Idle No More movement began as campaign by four women against changes to Indian Act and environmental deregulation

An Idle No More march at the Peace Arch border crossing between Canada and the US in Surrey, British Columbia. Photograph: Andy Clark/Reuters
An Idle No More march at the Peace Arch border crossing between Canada and the US in Surrey, British Columbia. Photograph: Andy Clark/Reuters

The Canadian prime minister, Stephen Harper, has agreed to a meeting with First Nations leaders following indigenous protests sparked by a hunger strike.

Since 10 December there have been road and rail blockades across Canada, flash mobs and solidarity events as far away as New Zealand, in the biggest grassroots social movement in North America since Occupy.

On Algonquin island in the Ottawa river, within view of parliament, Chief Theresa Spence of Attawapiskat, a poor aboriginal community, has been living in a teepee in sub-zero temperatures subsisting on liquids for 27 days. Two other Aboriginal elders were in week four of their fasts when Harper agreed to meet to discuss aboriginal rights and economic development.

Spence said she would continue her fast until the meeting had produced concrete action and a promise of consultations. “I’ll still be here on my hunger strike until that meeting takes place,” she said. “We’ll see what the results are … because there are a lot of issues that we need to discuss.”

Harper recently forced through parliament two budget bills, each more than 400 pages long. MPs had limited time to study the hundreds of legislative changes, let alone debate and amend them. The protest movement, under the slogan Idle No More, started as a campaign by four women who feared that the bill’s changes to the Indian Act and environmental deregulation would disproportionately affect First Nations peoples, many of whom live like second-class citizens.

News of the meeting, scheduled for 11 January, has done little to slow the momentum of the movement, a self-professed leaderless and bottom-up mobilisation driven by Aboriginal women and media-savvy youth that has gained increasing sympathy from the broader public.

Further disruption of road and rail routes was planned this weekend. On Wednesday a court ordered an end to a nearly two-week blockade of CN Rail in Sarnia, Ontario, the city with the worst industrial pollution in Canada.

First Nations constitutionally protected land rights are often seen as red tape in the way of the government’s economic plans. Clayton Thomas-Muller, a Manitoba Cree running the Indigenous Environmental Network’s tar sands campaign, called for a “separation of oil and state”.

“400 years ago we had Jesuit priests come into our First Nations in black robes promising a better way of life by changing the way we communicated with our creator,” he said. “Today, CEOs come into our communities in black suits promising a better way of life if we change the way we relate to the sacredness of mother earth.”

Nina Segalowitz, an Inuit throat singer attending a flash mob in a Montreal mall, said: “Hopefully people will understand it’s not just an Aboriginal issue. Everyone needs to protect the legacy of the earth that we’re going to leave for generations to come.”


WORK INSTRUCTIONS:
Go through the records, and copy each line in which the string "cross" is present.

INPUT DATA:
--*--

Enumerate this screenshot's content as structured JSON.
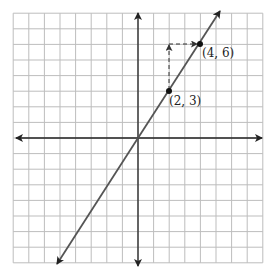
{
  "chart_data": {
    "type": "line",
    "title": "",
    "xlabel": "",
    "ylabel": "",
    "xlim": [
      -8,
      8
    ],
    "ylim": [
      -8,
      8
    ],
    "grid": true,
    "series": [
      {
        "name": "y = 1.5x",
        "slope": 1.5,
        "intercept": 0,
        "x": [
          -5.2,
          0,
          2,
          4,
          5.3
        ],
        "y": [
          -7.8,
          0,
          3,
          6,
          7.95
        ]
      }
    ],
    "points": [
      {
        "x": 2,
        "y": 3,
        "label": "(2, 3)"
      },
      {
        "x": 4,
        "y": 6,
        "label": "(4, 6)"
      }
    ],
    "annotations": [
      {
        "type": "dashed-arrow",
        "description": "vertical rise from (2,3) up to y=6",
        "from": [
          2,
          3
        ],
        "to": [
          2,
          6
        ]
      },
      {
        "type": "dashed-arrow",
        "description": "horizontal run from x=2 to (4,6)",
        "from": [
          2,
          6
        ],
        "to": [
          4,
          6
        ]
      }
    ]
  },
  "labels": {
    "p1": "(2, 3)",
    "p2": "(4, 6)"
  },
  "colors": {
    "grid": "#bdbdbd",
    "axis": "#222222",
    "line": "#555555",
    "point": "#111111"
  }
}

--*--

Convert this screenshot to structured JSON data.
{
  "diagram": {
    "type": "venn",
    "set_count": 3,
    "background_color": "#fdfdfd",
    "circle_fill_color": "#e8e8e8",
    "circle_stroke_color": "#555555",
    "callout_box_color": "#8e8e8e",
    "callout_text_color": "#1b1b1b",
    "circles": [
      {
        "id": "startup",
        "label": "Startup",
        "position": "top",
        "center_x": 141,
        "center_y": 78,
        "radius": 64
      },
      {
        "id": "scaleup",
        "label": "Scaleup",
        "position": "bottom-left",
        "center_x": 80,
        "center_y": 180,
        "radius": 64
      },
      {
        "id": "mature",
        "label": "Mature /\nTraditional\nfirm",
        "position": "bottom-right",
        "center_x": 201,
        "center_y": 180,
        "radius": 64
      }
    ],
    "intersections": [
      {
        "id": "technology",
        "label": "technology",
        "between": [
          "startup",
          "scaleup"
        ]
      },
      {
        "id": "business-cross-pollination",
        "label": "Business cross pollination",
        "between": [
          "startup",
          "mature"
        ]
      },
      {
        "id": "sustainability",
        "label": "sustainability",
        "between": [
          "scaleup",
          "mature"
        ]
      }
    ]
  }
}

--*--

EXERCISE RESULT:
        "id": "business-cross-pollination",
        "label": "Business cross pollination",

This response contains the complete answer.